Different filesystems and their advantages (exFAT, EXT3, EXT4, XFS, NTFS)
Always on the lookout for improvements, I am eager to try new technologies as well as computer configurations to see what we can gain. The vfat filesystem is pretty cool and improves on the old fat32. But let see what are all the pros and cons.
VFAT
Pros
Cons
exFAT
Pros
- Supported by Mac, Linux and Windows XP SP2 with this patch or SP3.
- Works well for USB keys or backup drives
Cons
- Has no permission like ext3. In linux you cannot give discrete permission to individual folders. You provide the default permission when you mount the drive. See this article on how to correctly mount vfat partitions in Linux
FAT32
Pros
- Supported everywhere
Cons
- Maximum file size of 4GB. This can be bothersome even for developers. I remember one time not being able to do a simple initial git checkout because the repo size was larger than 4GB and it stopped at 3.99GB complaining about "fatal: write error: File too large".
- Has no permission like ext3. In linux you cannot give discrete permission to individual folders. You provide the default permission when you mount the drive. See this article on how to correctly mount vfat partitions in Linux
NTFS
Pros
Cons
Benchmarks
[graph units="MB/s"]
[item title="VFAT" value="56"]
[item title="exFAT" value="56"]
[/graph]
FAT or NTFS has restircation to download the git source file size more than 4 GB, hence at 3.99 GB reaches it will show error as \"fatal: write error: File too large\",
solution:
format drive as Ext4 type and reuse if you using linux/ubantu system then use it.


Goal of the exercise: What you return should be the entries, unchanged, without their pictures.

Extracted information:
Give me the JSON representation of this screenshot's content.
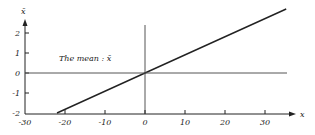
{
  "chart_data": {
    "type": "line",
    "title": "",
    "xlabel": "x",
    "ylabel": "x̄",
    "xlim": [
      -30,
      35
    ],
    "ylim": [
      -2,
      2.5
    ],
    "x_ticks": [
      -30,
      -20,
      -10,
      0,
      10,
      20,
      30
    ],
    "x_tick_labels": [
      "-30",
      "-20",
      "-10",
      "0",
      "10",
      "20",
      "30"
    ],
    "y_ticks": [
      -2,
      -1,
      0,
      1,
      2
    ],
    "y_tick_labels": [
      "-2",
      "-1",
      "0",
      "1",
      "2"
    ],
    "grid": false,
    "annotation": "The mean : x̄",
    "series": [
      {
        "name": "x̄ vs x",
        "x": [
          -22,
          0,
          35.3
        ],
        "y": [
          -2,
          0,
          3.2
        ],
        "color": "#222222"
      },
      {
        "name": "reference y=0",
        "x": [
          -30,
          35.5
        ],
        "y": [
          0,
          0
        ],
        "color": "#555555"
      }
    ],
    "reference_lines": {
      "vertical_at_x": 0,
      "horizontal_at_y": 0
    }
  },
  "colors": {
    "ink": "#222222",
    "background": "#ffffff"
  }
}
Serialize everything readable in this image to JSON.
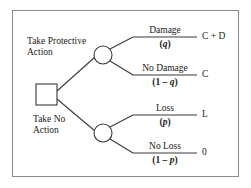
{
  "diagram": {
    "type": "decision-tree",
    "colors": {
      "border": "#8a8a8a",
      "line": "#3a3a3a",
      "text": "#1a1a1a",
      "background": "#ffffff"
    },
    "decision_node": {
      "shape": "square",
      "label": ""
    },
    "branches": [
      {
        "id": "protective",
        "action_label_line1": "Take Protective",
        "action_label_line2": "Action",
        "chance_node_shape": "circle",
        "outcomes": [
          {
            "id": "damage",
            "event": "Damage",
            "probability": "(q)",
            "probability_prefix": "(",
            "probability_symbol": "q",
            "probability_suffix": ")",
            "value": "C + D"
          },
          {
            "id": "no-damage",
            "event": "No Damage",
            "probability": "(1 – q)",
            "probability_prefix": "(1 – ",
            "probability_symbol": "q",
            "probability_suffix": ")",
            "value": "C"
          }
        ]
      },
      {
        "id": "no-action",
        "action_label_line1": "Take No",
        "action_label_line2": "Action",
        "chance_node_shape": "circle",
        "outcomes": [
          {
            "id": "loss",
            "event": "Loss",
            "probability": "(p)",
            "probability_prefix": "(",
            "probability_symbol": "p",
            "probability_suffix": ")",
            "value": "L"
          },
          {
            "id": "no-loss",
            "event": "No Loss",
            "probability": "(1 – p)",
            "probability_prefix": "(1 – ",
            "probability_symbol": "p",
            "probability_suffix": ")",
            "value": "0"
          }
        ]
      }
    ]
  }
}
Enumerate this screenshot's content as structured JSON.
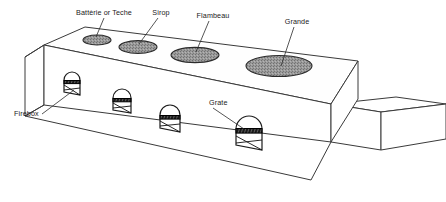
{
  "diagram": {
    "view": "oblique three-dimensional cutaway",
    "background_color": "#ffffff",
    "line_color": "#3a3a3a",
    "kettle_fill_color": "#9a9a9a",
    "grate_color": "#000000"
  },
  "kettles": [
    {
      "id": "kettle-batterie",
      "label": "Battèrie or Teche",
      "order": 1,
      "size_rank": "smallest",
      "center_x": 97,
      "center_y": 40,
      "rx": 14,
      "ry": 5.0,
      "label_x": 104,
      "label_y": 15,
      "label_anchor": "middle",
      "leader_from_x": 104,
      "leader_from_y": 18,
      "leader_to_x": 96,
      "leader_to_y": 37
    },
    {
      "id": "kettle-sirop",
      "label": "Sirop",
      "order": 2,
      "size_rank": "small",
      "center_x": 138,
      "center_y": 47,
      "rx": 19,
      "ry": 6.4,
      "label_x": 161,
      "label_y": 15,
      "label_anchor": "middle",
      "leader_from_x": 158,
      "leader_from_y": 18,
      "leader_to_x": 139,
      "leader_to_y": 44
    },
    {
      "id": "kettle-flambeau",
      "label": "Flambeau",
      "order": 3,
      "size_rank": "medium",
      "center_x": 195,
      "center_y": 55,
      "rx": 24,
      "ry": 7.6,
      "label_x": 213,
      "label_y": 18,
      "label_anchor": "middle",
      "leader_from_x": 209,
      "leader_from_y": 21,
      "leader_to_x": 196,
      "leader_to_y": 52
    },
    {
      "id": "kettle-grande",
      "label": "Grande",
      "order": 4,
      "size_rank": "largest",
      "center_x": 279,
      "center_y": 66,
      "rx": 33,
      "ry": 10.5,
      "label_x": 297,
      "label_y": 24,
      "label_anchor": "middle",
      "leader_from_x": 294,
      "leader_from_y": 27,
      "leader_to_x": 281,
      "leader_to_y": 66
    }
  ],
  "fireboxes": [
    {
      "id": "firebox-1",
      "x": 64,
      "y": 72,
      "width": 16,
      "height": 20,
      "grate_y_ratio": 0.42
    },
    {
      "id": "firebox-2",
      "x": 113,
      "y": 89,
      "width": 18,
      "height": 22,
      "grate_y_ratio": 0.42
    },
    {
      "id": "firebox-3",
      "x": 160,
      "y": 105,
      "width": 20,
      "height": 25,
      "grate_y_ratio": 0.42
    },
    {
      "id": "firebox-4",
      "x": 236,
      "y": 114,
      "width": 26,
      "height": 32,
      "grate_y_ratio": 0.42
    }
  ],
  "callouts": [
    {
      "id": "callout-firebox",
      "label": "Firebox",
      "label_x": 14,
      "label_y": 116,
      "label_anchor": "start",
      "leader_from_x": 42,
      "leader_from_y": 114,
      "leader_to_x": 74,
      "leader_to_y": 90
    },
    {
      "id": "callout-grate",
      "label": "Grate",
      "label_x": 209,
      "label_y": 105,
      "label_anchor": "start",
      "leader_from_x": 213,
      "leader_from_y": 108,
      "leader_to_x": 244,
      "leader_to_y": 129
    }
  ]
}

Result of this task:
Give me the JSON representation of this screenshot's content.
{
  "chart_data": {
    "type": "line",
    "title": "",
    "xlabel": "x",
    "ylabel": "x̄",
    "xlim": [
      -30,
      35
    ],
    "ylim": [
      -2,
      2.5
    ],
    "x_ticks": [
      -30,
      -20,
      -10,
      0,
      10,
      20,
      30
    ],
    "x_tick_labels": [
      "-30",
      "-20",
      "-10",
      "0",
      "10",
      "20",
      "30"
    ],
    "y_ticks": [
      -2,
      -1,
      0,
      1,
      2
    ],
    "y_tick_labels": [
      "-2",
      "-1",
      "0",
      "1",
      "2"
    ],
    "grid": false,
    "annotation": "The mean : x̄",
    "series": [
      {
        "name": "x̄ vs x",
        "x": [
          -22,
          0,
          35.3
        ],
        "y": [
          -2,
          0,
          3.2
        ],
        "color": "#222222"
      },
      {
        "name": "reference y=0",
        "x": [
          -30,
          35.5
        ],
        "y": [
          0,
          0
        ],
        "color": "#555555"
      }
    ],
    "reference_lines": {
      "vertical_at_x": 0,
      "horizontal_at_y": 0
    }
  },
  "colors": {
    "ink": "#222222",
    "background": "#ffffff"
  }
}
Serialize everything readable in this image to JSON.
{
  "diagram": {
    "type": "decision-tree",
    "colors": {
      "border": "#8a8a8a",
      "line": "#3a3a3a",
      "text": "#1a1a1a",
      "background": "#ffffff"
    },
    "decision_node": {
      "shape": "square",
      "label": ""
    },
    "branches": [
      {
        "id": "protective",
        "action_label_line1": "Take Protective",
        "action_label_line2": "Action",
        "chance_node_shape": "circle",
        "outcomes": [
          {
            "id": "damage",
            "event": "Damage",
            "probability": "(q)",
            "probability_prefix": "(",
            "probability_symbol": "q",
            "probability_suffix": ")",
            "value": "C + D"
          },
          {
            "id": "no-damage",
            "event": "No Damage",
            "probability": "(1 – q)",
            "probability_prefix": "(1 – ",
            "probability_symbol": "q",
            "probability_suffix": ")",
            "value": "C"
          }
        ]
      },
      {
        "id": "no-action",
        "action_label_line1": "Take No",
        "action_label_line2": "Action",
        "chance_node_shape": "circle",
        "outcomes": [
          {
            "id": "loss",
            "event": "Loss",
            "probability": "(p)",
            "probability_prefix": "(",
            "probability_symbol": "p",
            "probability_suffix": ")",
            "value": "L"
          },
          {
            "id": "no-loss",
            "event": "No Loss",
            "probability": "(1 – p)",
            "probability_prefix": "(1 – ",
            "probability_symbol": "p",
            "probability_suffix": ")",
            "value": "0"
          }
        ]
      }
    ]
  }
}
Enumerate this screenshot's content as structured JSON.
{
  "diagram": {
    "view": "oblique three-dimensional cutaway",
    "background_color": "#ffffff",
    "line_color": "#3a3a3a",
    "kettle_fill_color": "#9a9a9a",
    "grate_color": "#000000"
  },
  "kettles": [
    {
      "id": "kettle-batterie",
      "label": "Battèrie or Teche",
      "order": 1,
      "size_rank": "smallest",
      "center_x": 97,
      "center_y": 40,
      "rx": 14,
      "ry": 5.0,
      "label_x": 104,
      "label_y": 15,
      "label_anchor": "middle",
      "leader_from_x": 104,
      "leader_from_y": 18,
      "leader_to_x": 96,
      "leader_to_y": 37
    },
    {
      "id": "kettle-sirop",
      "label": "Sirop",
      "order": 2,
      "size_rank": "small",
      "center_x": 138,
      "center_y": 47,
      "rx": 19,
      "ry": 6.4,
      "label_x": 161,
      "label_y": 15,
      "label_anchor": "middle",
      "leader_from_x": 158,
      "leader_from_y": 18,
      "leader_to_x": 139,
      "leader_to_y": 44
    },
    {
      "id": "kettle-flambeau",
      "label": "Flambeau",
      "order": 3,
      "size_rank": "medium",
      "center_x": 195,
      "center_y": 55,
      "rx": 24,
      "ry": 7.6,
      "label_x": 213,
      "label_y": 18,
      "label_anchor": "middle",
      "leader_from_x": 209,
      "leader_from_y": 21,
      "leader_to_x": 196,
      "leader_to_y": 52
    },
    {
      "id": "kettle-grande",
      "label": "Grande",
      "order": 4,
      "size_rank": "largest",
      "center_x": 279,
      "center_y": 66,
      "rx": 33,
      "ry": 10.5,
      "label_x": 297,
      "label_y": 24,
      "label_anchor": "middle",
      "leader_from_x": 294,
      "leader_from_y": 27,
      "leader_to_x": 281,
      "leader_to_y": 66
    }
  ],
  "fireboxes": [
    {
      "id": "firebox-1",
      "x": 64,
      "y": 72,
      "width": 16,
      "height": 20,
      "grate_y_ratio": 0.42
    },
    {
      "id": "firebox-2",
      "x": 113,
      "y": 89,
      "width": 18,
      "height": 22,
      "grate_y_ratio": 0.42
    },
    {
      "id": "firebox-3",
      "x": 160,
      "y": 105,
      "width": 20,
      "height": 25,
      "grate_y_ratio": 0.42
    },
    {
      "id": "firebox-4",
      "x": 236,
      "y": 114,
      "width": 26,
      "height": 32,
      "grate_y_ratio": 0.42
    }
  ],
  "callouts": [
    {
      "id": "callout-firebox",
      "label": "Firebox",
      "label_x": 14,
      "label_y": 116,
      "label_anchor": "start",
      "leader_from_x": 42,
      "leader_from_y": 114,
      "leader_to_x": 74,
      "leader_to_y": 90
    },
    {
      "id": "callout-grate",
      "label": "Grate",
      "label_x": 209,
      "label_y": 105,
      "label_anchor": "start",
      "leader_from_x": 213,
      "leader_from_y": 108,
      "leader_to_x": 244,
      "leader_to_y": 129
    }
  ]
}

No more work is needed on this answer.